7 thoughts on “Loving Black Women and Richard Cohen’s Gag Reflex

  1. This is a wonderful piece, so eloquently stated. I enjoy reading everything you write.

    I did just one to share one quick thing, because I couldn’t tell from this piece if you were aware of Adam Serwer’s ethnicity. He is himself biracial. I believe he was ironically stating his “confusion.”

  2. Gotta confess I’m a bit confused here. Cohen is very near the top of the douche-bag, sub literate WaPo columnists but the impetus for this comment seems a bit of a reach. It is important to read the original column because as ham-fisted as Cohen’s writing may be, he is very clearly trying to ascribe the “gag-reflex” to that wing of right wing crazies who inhabit the tea party. To wit: “People with conventional views must repress a gag reflex when considering the mayor-elect of New York…” while awkwardly trying to separate himself from those “conventional views”.
    Look, Cohen may in fact be a racist, homo-phobic loon, but not based on the evidence in this particular column. All of your points regarding attitudes towards Black women may be valid, but the starting point for your argument seems to be a bit unfair.
    Just sayin’.

    1. I don’t doubt Cohen thinks he is taking an insider approach to the right wing reaction. I question the extent to which that is, indeed, what he’s doing. You’re free to give him whatever credit you like. His argument does not hold unless he situates all these moving parts in his discourse on right wing, middle america and empathizes with it. again, one read versus another.

    2. The very problematic statement in Cohen’s piece, amid a sea of other problematic statements, is how he clearly, plainly, and without apology notes “people with conventional views” gag at the sight of interracial families.” That’s not taken out of context, or not fully presented, or misinterpreted. He didn’t offer qualifier or definition to that phrase “people with conventional views.” So, who exactly is he talking about? Conservative Republicans? Tea Party activists? Himself? I don’t find any of those groups to be “conventional.”

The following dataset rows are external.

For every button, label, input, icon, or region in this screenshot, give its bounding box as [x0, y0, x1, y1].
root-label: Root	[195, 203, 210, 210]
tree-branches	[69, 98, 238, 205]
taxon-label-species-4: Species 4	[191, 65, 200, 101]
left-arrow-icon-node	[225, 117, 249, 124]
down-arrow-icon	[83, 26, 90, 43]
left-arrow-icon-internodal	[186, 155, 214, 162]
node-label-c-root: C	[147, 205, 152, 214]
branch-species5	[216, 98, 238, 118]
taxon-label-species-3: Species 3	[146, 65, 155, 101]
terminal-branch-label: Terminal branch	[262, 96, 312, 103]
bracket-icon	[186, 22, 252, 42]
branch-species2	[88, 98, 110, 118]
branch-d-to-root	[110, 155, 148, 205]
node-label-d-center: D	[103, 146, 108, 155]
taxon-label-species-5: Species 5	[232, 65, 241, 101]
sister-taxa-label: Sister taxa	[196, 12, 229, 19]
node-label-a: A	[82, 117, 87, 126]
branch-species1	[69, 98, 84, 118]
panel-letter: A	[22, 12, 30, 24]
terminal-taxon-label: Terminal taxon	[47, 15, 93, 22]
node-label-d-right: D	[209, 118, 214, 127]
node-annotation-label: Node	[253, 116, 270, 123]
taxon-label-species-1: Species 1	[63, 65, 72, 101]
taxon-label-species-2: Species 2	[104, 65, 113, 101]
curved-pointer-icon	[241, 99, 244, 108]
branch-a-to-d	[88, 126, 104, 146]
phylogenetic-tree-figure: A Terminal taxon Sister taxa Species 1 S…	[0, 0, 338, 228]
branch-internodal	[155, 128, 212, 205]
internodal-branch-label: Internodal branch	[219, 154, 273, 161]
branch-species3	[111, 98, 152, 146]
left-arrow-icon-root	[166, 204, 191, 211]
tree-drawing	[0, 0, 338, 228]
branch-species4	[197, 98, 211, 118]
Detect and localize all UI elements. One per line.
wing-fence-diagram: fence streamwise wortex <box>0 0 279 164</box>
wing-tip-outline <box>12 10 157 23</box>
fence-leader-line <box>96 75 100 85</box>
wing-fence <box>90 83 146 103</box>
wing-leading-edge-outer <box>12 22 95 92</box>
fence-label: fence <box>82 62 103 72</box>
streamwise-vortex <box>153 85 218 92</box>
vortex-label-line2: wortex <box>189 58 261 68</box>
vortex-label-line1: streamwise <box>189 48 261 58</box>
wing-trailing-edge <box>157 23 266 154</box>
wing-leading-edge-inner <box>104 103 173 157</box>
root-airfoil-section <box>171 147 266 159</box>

  3. Brilliance as usual. Thank you for pointing out the nuances in perception of even heterosexuality, for it is not uniform because of race and gender. Black women have deviance attached to heterosexuality in a way that White men do not, even when they have the same sexual orientation.
    A Black man is viewed as “moving up” the mating scale when he chooses a White woman. A White man choosing a Black woman is always shaped through tales of fetish or worse, slave/rape metaphors. Nevermind actual nuance. Nevermind the actual history of Black men’s sexuality did not always include sexual agency despite them being men, so “slave” stereotypes in reference to sexuality cannot remained gendered. I’ve had this conversation many times. If DeBlasio has a long, happy marriage with this Black woman, Chirlane McCray, and values and loves her, and it happens on the national stage, it upsets certain hierarchies that people NEED to be true. What will happen if people question Eurocentric beauty myths and challenge the misogynoir they need to exist for White womanhood to be superior? Like you wrote: “ That is because in rejecting that privilege one calls into question the assumption of what is right and natural, i.e. white men marry white women or, at minimum, a non-black woman. When they do not, the very premise of what is natural is thrown into relief. And if we start questioning everything we assume to be right who knows where we might end up?” BOOM.
    Thanks for this.

  4. Thank you for your ability to summarize this situation and strike at the heart of the matter. I would also like to congratulate myself or not viewing the Washington Post article.